Ask not what the country can do for investors...

An IRD discussion paper suggests investment tax should produce the best return for the country - not what's best for investment.

Michael Coote in the NBR, 8 July 2005

Submissions are invited by a post-election deadline of September 30 for Inland Revenue's 71-page weightily entitled discussion paper, "Taxation of investment income: the treatment of collective investment vehicles and offshore portfolio investment in shares".

The odd bits the government actually wants our opinion on are highlighted in the text - in case anyone gets carried away over non-negotiables.

The authors have had to steer a tortuous dialectical route betwixt the Scylla of the Stobo Report, which preceded the paper as a scoping exercise, and the Charybdis of the present hotch-potch of arbitrary rules.

The funds-management industry has long complained that New Zealand collective investment vehicles (CIVs) suffer tax disadvantages when compared with direct investment and tax-minimising foreign-managed funds, not to mention rental property.

The compromise regime offered in the discussion document gives the appearance of one curate's egg being substituted for another, except that the second is meant to be better in parts.

In chapter 4 we learn that tax neutrality is an objective but only in a highly conditional way. What is meant is neutrality between investing in New Zealand shares directly or through a qualifying CIV.

Otherwise, there is a noticeable lack of neutrality. In particular, the paper is not written to address tax neutrality for DIY landlords versus collectivised shareholders.

Moreover, as widely noted, neutrality would break down between a New Zealand sharemarket fund and a fund investing abroad. A comparative value taxation method is proposed, whereby all overseas-invested CIVs would be subject to an omnivorously extended foreign investment fund (FIF) taxation regime. Tax-driven investing would then prefer New Zealand equities over "fiffed" CIFs.

In addition, relative to local equity, funds invested in debt instruments that were repackaged as equity for tax purposes, or which used derivatives to diminish equity risk, would be disadvantaged.

Internationally, certain FIFs will be advantaged over others provided they invest in "companies that are listed on a recognised exchange in a country with which New Zealand has a double taxation agreement".

The philosophical guts of the paper are to be found in chapter 5 from the section "Economic and policy issues" onward. On the face of it, this is a demonstration of how anything can be proved with numbers.

The games begin with table I (p51), in which it is deduced that a domestic investment with a pre-tax 10% return and 33% New Zealand tax will yield 6.7% for the investor and 10% all-up return to New Zealand, whereas a foreign return of 12% and 33% foreign tax, but exempt tax in New Zealand, will produce 8% return to both the investor and our country.

This jiggery-pokery is supposed to prove that "the investor would choose the foreign investment because it yields the higher return to the individual (8%). However, New Zealand as a whole would be better off if the investment were made domestically."

The gaffe is blown on the whole thrust of the paper in the implication that what produces the best return to New Zealand - and not to the investor - is what should dominate investment taxation policy.

The gist of 71 pages is thus summed up in two sentences. Tax paid abroad is dismissed as "simply another expense of the foreign company ... such as wages or rent", whereas tax paid here is a lofty social duty.

Unfortunately, if table I's two initial pre-tax returns are set at the same number - either 10% or 12% - the example gives equal returns to the investor and therefore a matter of indifference in respect of choice unless tax treatment is skewed to favour domestic investment.

Perhaps the authors assume readers are too stupid to recognise crude manipulation. Things go downhill from there in terms of the paper's already dubious argument.

In the convoluted section that follows, the paper is concerned to distinguish "national welfare maximisation" from "world welfare maximisation" in order to justify giving the "national interest" (defined as the post-foreign tax and pre-domestic tax return) priority over the "world interest" (pre-tax return).

These angels share the head of a pin with the "investor's interest" (the post-tax return), which is an entity to be aligned with the national interest but not the world interest.

It probably helps to have a PhD in mediaeval scholastic philosophy to make sense of this sophistry but most intelligent taxpayers should be alerted to submit away with a vengeance, unless they are betting that when wearing their voters' hats they will cut a long story short more effectually.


* _EXERCISE DIRECTIONS_:
Nothing but the lines from the one containing "Give me the" to the end of the data should be copied, exactly, and the pictures stay out.

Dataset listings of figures
▼▼▼
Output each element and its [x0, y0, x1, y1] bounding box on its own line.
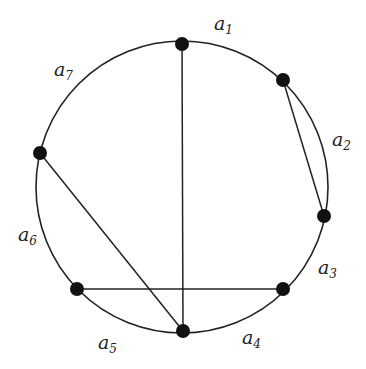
chord-n2-n3: [283, 80, 324, 216]
node-5: [176, 324, 190, 338]
node-7: [33, 146, 47, 160]
node-1: [175, 37, 189, 51]
chord-a1-a5: [182, 44, 183, 331]
node-3: [317, 209, 331, 223]
node-6: [70, 282, 84, 296]
arc-label-a7: a7: [54, 60, 73, 82]
arc-label-a1: a1: [214, 14, 233, 36]
arc-label-a5: a5: [98, 333, 117, 355]
arc-label-a2: a2: [332, 130, 351, 152]
arc-label-a4: a4: [242, 328, 261, 350]
node-4: [276, 282, 290, 296]
node-2: [276, 73, 290, 87]
chord-n7-n5: [40, 153, 183, 331]
arc-label-a3: a3: [318, 258, 337, 280]
circle-graph-diagram: [0, 0, 366, 369]
arc-label-a6: a6: [18, 225, 37, 247]
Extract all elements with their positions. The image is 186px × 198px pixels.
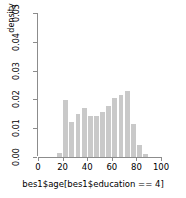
histogram-bar	[76, 114, 81, 157]
histogram-bar	[106, 106, 111, 157]
histogram-bars	[0, 0, 186, 198]
histogram-bar	[63, 100, 68, 157]
histogram-bar	[112, 98, 117, 157]
x-axis-label: bes1$age[bes1$education == 4]	[0, 180, 186, 189]
histogram-bar	[137, 145, 142, 157]
histogram-bar	[82, 108, 87, 157]
histogram-bar	[94, 116, 99, 157]
histogram-bar	[69, 122, 74, 157]
histogram-bar	[119, 95, 124, 157]
histogram-bar	[100, 112, 105, 157]
histogram-plot: density 0.000.010.020.030.040.05 0204060…	[0, 0, 186, 198]
histogram-bar	[143, 154, 148, 157]
histogram-bar	[57, 153, 62, 157]
histogram-bar	[131, 124, 136, 157]
histogram-bar	[125, 91, 130, 157]
histogram-bar	[88, 116, 93, 157]
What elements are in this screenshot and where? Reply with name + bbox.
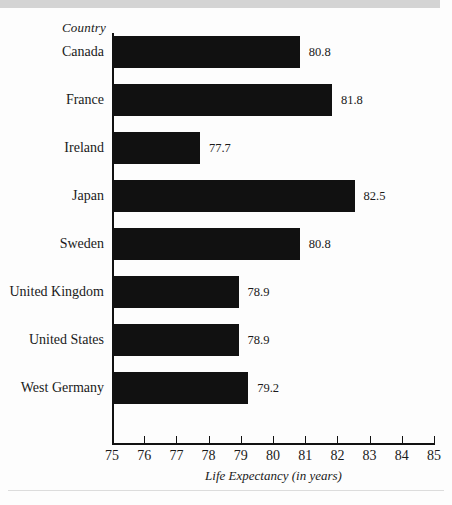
bar-row: Sweden80.8 [0,228,452,276]
bar-row: West Germany79.2 [0,372,452,420]
category-label: United States [0,324,104,356]
bar-row: France81.8 [0,84,452,132]
x-axis-tick [112,436,113,443]
bar [113,132,200,164]
x-axis-tick-label: 84 [387,448,417,464]
x-axis-tick [209,436,210,443]
bar [113,228,300,260]
bar-row: Japan82.5 [0,180,452,228]
x-axis-tick-label: 79 [226,448,256,464]
bar-row: United States78.9 [0,324,452,372]
x-axis-tick-label: 80 [258,448,288,464]
bar-value-label: 78.9 [248,276,270,308]
bar-value-label: 77.7 [209,132,231,164]
x-axis-tick-label: 78 [194,448,224,464]
category-label: Japan [0,180,104,212]
x-axis-tick [273,436,274,443]
x-axis-tick [241,436,242,443]
bar [113,180,355,212]
x-axis-tick-label: 76 [129,448,159,464]
y-axis-title: Country [62,20,106,36]
x-axis-tick [337,436,338,443]
category-label: Canada [0,36,104,68]
bar [113,372,248,404]
x-axis-tick-label: 83 [355,448,385,464]
category-label: Ireland [0,132,104,164]
category-label: West Germany [0,372,104,404]
category-label: Sweden [0,228,104,260]
bar [113,36,300,68]
x-axis-tick [144,436,145,443]
bar [113,324,239,356]
category-label: United Kingdom [0,276,104,308]
x-axis-tick [370,436,371,443]
bar-value-label: 79.2 [257,372,279,404]
bar [113,276,239,308]
bar-value-label: 80.8 [309,228,331,260]
bar-chart-figure: Country Canada80.8France81.8Ireland77.7J… [0,0,452,505]
bar-row: United Kingdom78.9 [0,276,452,324]
x-axis-tick [402,436,403,443]
x-axis-tick-label: 75 [97,448,127,464]
bar [113,84,332,116]
x-axis-tick-label: 81 [290,448,320,464]
category-label: France [0,84,104,116]
bar-row: Ireland77.7 [0,132,452,180]
x-axis-tick [176,436,177,443]
x-axis-tick [434,436,435,443]
x-axis-tick [305,436,306,443]
bar-value-label: 81.8 [341,84,363,116]
x-axis-title: Life Expectancy (in years) [112,468,435,484]
bar-value-label: 78.9 [248,324,270,356]
x-axis-tick-label: 85 [419,448,449,464]
footer-divider [8,490,444,491]
bar-value-label: 82.5 [364,180,386,212]
x-axis-tick-label: 77 [161,448,191,464]
x-axis-tick-label: 82 [322,448,352,464]
bar-value-label: 80.8 [309,36,331,68]
x-axis-line [112,443,435,445]
bar-row: Canada80.8 [0,36,452,84]
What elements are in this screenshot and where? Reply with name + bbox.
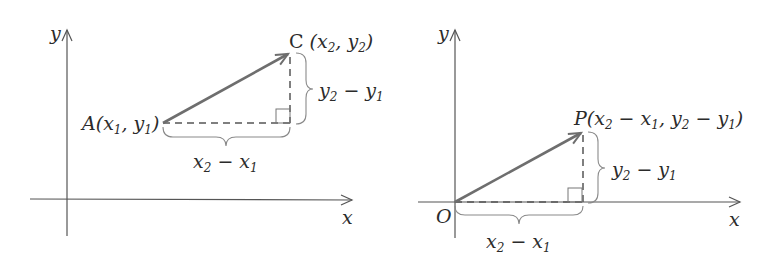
left-right-angle-marker [276,109,290,123]
left-x-axis-label: x [342,206,353,228]
left-x-axis [30,199,352,200]
point-P-label: P(x2 − x1, y2 − y1) [573,107,743,132]
right-vertical-brace-label: y2 − y1 [611,158,677,183]
right-y-axis-label: y [437,22,449,44]
right-panel: y x O P(x2 − x1, y2 − y1) x2 − x1 y2 − y… [418,22,743,255]
origin-label: O [436,205,452,227]
left-vector-AC [163,54,288,123]
right-right-angle-marker [568,188,582,202]
vector-translation-diagram: y x A(x1, y1) C (x2, y2) x2 − x1 y2 − y1… [0,0,769,265]
left-panel: y x A(x1, y1) C (x2, y2) x2 − x1 y2 − y1 [30,22,384,236]
left-point-A-label: A(x1, y1) [80,112,159,137]
right-x-axis-label: x [729,208,740,230]
left-horizontal-brace [163,127,290,146]
left-vertical-brace [296,53,313,124]
right-horizontal-brace-label: x2 − x1 [486,230,551,255]
left-horizontal-brace-label: x2 − x1 [193,150,258,175]
left-y-axis-label: y [49,22,61,44]
right-vertical-brace [588,132,605,203]
left-point-C-label: C (x2, y2) [289,30,373,55]
left-vertical-brace-label: y2 − y1 [318,79,384,104]
right-horizontal-brace [455,206,583,224]
right-vector-OP [455,133,581,202]
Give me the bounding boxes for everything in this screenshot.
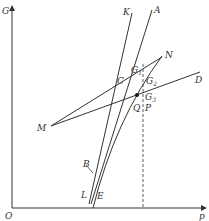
label-M: M [36,123,47,133]
label-C: C [117,76,124,86]
diagram-svg: G p O K A L E M N D C B G1 G2 G3 Q P [0,0,209,221]
curve-K [89,13,132,204]
label-N: N [164,50,174,60]
label-P: P [144,103,152,113]
x-axis-label: p [199,211,205,221]
y-axis-label: G [2,6,9,16]
diagram: G p O K A L E M N D C B G1 G2 G3 Q P [0,0,209,221]
label-A: A [153,5,161,15]
label-G2: G2 [146,76,157,87]
origin-label: O [5,211,13,221]
label-G3: G3 [145,92,156,103]
label-K: K [122,7,131,17]
label-D: D [194,75,202,85]
label-G1: G1 [131,65,142,76]
intersection-point [135,93,139,97]
label-B: B [82,159,90,169]
label-E: E [96,191,104,201]
label-L: L [80,190,87,200]
label-Q: Q [133,103,141,113]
▲▲▲
* _WRITTEN ANSWER_:
Give me the bounding boxes for everything in this screenshot.
label-M: M [36,123,47,133]
label-C: C [117,76,124,86]
diagram-svg: G p O K A L E M N D C B G1 G2 G3 Q P [0,0,209,221]
curve-K [89,13,132,204]
label-N: N [164,50,174,60]
label-P: P [144,103,152,113]
x-axis-label: p [199,211,205,221]
y-axis-label: G [2,6,9,16]
diagram: G p O K A L E M N D C B G1 G2 G3 Q P [0,0,209,221]
label-A: A [153,5,161,15]
label-G2: G2 [146,76,157,87]
origin-label: O [5,211,13,221]
label-G3: G3 [145,92,156,103]
label-K: K [122,7,131,17]
label-D: D [194,75,202,85]
label-G1: G1 [131,65,142,76]
intersection-point [135,93,139,97]
label-B: B [82,159,90,169]
label-E: E [96,191,104,201]
label-L: L [80,190,87,200]
label-Q: Q [133,103,141,113]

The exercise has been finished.